Reference bibliography

  • Barth, Jay (August 1, 2012). "Remember the 1927 lynching in Little Rock". Arkansas Times . Retrieved April 18, 2021.
  • "The Law's Too Slow". Opportunity: A Journal of Negro Life . Vol. 6. January 1928. p. 19.
  • Greer, Brian D. (March 26, 2018). "John Carter (Lynching of)". Encyclopaedia of Arkansas. Retrieved April 18, 2021.
  • Harp, Stephanie (August 9, 2012). "John Carter: A Scapegoat for Anger". America's Black Holocaust Museum . Retrieved April 18, 2021.

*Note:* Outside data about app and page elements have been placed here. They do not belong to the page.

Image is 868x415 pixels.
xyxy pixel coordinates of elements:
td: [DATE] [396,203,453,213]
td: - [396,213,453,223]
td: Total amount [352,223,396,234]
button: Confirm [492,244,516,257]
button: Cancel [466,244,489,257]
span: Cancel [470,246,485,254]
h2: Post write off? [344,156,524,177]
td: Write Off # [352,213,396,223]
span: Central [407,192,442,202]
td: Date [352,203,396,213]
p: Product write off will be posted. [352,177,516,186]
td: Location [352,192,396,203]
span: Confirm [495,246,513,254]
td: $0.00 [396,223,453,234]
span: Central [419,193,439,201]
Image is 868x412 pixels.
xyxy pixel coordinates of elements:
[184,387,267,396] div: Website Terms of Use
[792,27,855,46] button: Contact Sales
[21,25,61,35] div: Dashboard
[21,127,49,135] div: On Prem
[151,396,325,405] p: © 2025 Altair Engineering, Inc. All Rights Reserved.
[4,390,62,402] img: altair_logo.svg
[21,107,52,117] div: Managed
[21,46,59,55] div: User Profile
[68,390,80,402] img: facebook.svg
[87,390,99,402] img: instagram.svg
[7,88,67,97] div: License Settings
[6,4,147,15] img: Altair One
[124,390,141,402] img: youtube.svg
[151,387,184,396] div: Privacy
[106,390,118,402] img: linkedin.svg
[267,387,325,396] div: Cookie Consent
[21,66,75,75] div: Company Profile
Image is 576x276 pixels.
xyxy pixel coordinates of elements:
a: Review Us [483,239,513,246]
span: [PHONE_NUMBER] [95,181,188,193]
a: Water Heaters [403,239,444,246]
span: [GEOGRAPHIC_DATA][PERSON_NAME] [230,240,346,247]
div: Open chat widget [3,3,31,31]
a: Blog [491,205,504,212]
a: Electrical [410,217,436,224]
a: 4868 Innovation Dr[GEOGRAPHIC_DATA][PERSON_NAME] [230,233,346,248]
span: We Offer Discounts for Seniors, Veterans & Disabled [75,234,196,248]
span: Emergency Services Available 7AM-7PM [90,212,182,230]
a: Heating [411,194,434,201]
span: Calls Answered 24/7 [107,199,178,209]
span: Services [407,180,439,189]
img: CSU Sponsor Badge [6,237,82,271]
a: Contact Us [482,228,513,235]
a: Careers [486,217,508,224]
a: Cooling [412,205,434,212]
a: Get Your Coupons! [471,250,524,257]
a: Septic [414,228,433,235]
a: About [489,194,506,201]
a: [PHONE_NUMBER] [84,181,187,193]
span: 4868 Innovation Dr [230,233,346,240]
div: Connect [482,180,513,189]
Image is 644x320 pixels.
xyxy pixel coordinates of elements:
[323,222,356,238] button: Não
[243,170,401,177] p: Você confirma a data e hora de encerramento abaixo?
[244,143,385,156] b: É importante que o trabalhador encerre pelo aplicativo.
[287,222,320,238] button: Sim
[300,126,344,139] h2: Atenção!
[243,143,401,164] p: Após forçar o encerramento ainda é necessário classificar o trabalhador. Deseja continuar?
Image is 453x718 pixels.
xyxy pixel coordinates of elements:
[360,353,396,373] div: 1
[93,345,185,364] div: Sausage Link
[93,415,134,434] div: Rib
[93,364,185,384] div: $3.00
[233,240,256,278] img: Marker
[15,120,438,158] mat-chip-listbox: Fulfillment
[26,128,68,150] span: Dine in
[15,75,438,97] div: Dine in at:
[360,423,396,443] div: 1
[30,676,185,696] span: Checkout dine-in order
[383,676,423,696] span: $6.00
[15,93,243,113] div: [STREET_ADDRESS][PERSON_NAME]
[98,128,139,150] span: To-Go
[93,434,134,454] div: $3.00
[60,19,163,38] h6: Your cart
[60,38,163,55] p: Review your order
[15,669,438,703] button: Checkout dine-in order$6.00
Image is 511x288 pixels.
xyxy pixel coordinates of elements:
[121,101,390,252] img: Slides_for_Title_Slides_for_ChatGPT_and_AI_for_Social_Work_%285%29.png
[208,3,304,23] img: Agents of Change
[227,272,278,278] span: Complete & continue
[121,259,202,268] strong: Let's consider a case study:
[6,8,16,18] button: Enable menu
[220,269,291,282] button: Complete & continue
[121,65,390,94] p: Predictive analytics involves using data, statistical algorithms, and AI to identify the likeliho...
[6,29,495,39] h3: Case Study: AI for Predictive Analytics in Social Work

  • Johnson, Ben F. (2019). Arkansas in Modern America Since 1930. Histories of Arkansas (2nd ed.). University of Arkansas Press. ISBN   9781682261026.
  • Kirk, John A.; Brown Trickey, Minnijean (2007). Beyond Little Rock: The Origins and Legacies of the Central High Crisis. University of Arkansas Press. ISBN   9781557288516.
  • Lewis, Todd E. (1993). "Mob Justice in the 'American Congo': 'Judge Lynch' in Arkansas during the Decade after World War I". The Arkansas Historical Quarterly . 52 (2): 156–184. doi:10.2307/40019247. JSTOR   40019247.